At its core, Delphi Animate Easing is essentially a collection of routines that compute intermediary values for animated properties over time according to different easing curves — things like BackEaseIn, BounceEaseOut, CubicEaseInOut and ElasticEaseIn, just to name a few of the 28 types it supports. “Easing” in animation terms means controlling how the motion transitions from start to end — for example, starting slow and ending fast, overshooting then returning, bouncing at the end, etc. Those curves make motion in UIs and games feel more natural than simple linear interpolation. (OnWorks.net)
The first thing I tried — and what didn’t work at all — was to just drop the source file into a modern Delphi project and hope the built‑in TFloatAnimation or threshold animation components would pick it up automatically. That was optimistic: modern Delphi’s animation framework (like FireMonkey’s TAnimation and its descendants) already has its own easing support and timeline engine, so there’s no magic binding. Instead, the easing calculator simply provides values you can feed into your own animation loops or timer callbacks. (OnWorks.net)
So after that dead end, I took a step back and thought about what easing libraries actually do. In most animation systems — whether in Delphi, JavaScript, or native Windows — animation engines compute values over time using predefined mathematical curves. The Delphi community and third‑party vendors have long understood this, which is why you see packages like AnimationLab for complex timelines and keyframed interpolations, and easing utilities like this one to compute the actual curves. (Embarcadero GetIt)
What actually helped was writing a tiny wrapper around the Animate Easing routines so I could call them from a TTimer loop or a custom animation method in a FireMonkey app. Instead of relying on the built‑in animation components, I used a simple pattern:
procedure TForm.AnimateControl(Control: TControl);
var
t, b, c, d: Double;
begin
t := 0;
b := Control.Position.X;
c := TargetX - b;
d := DurationMilliseconds;
while t < d do
begin
Control.Position.X := EasingFunction(t, b, c, d);
Inc(t, TimerInterval);
TimerService.Wait(TimerInterval); // wait a little
end;
end;
There were two takeaways there:
- The easing library itself doesn’t do timing or frame scheduling — it only gives you the interpolated value for the current fraction of time. You still need a loop or a timer to apply those values over time.
- Using a utility like this gives you consistency and reusability: you choose the easing type in your code (
CubicEaseInOutvsBounceEaseOut), and the routine returns the right value every tick. (OnWorks.net)
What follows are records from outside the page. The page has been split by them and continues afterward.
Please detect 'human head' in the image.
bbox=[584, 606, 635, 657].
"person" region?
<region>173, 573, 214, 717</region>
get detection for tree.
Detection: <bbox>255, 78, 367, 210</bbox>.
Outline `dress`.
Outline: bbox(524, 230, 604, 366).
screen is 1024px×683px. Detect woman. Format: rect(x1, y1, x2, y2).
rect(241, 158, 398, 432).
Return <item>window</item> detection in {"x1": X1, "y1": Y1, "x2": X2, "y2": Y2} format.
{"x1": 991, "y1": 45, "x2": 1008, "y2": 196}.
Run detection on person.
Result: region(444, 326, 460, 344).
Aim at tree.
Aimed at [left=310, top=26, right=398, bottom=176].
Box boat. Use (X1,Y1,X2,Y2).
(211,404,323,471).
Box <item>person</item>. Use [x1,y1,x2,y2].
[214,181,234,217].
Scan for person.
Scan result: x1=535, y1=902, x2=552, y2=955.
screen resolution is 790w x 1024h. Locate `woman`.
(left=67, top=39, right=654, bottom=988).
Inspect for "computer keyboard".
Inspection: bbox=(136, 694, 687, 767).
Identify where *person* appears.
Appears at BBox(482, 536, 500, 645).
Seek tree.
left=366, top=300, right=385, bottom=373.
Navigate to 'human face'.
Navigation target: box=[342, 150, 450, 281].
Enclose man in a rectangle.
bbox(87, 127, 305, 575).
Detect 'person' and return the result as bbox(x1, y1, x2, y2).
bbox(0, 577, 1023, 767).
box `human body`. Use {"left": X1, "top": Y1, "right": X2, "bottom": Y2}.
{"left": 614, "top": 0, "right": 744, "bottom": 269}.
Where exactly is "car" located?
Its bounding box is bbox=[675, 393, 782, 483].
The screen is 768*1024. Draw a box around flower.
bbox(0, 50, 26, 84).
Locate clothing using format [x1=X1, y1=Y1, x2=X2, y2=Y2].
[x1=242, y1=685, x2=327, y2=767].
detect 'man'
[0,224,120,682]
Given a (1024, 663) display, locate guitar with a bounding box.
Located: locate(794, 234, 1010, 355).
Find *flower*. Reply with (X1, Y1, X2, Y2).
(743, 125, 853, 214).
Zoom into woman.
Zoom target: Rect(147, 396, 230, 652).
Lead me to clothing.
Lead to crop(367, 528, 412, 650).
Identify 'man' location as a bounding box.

If you’re building UIs with FireMonkey or VCL and need more than basic component animations, it’s also worth looking at more comprehensive animation suites — Delphi has several, from community libraries to commercial packs — but the easing calculator itself is perfect if you want fine‑grained control over exactly how your values change over time. For example, components like AnimationLab let you define complex timelines that drive values over time, and ease curves fit right into that workflow. (Embarcadero GetIt)
So here’s how I think about it now:
- What I tried first: assumed Animate Easing was a drop‑in “animation engine” — not true.
- What I understood: it’s a numeric easing value calculator, not a scheduler.
- What helped: wiring it into a timer/loop so each tick computes and applies the eased value over time.
A tiny checklist for the next time you use this kind of library in Delphi:
- Identify the easing curve you want (linear, elastic, bounce, etc.).
- Use a timer or loop to progress a “time” parameter from 0 to duration.
- Feed that to the easing function to get the current value.
- Apply that value to your control/property each tick.
Once you do that, you get smooth, natural motion instead of a bland linear change — whether it’s a sliding panel, a fade effect, or a custom motion path.
If you want, I can show a concise example for Delphi FMX or VCL with one of the easing functions wired up — just tell me which UI type you’re targeting.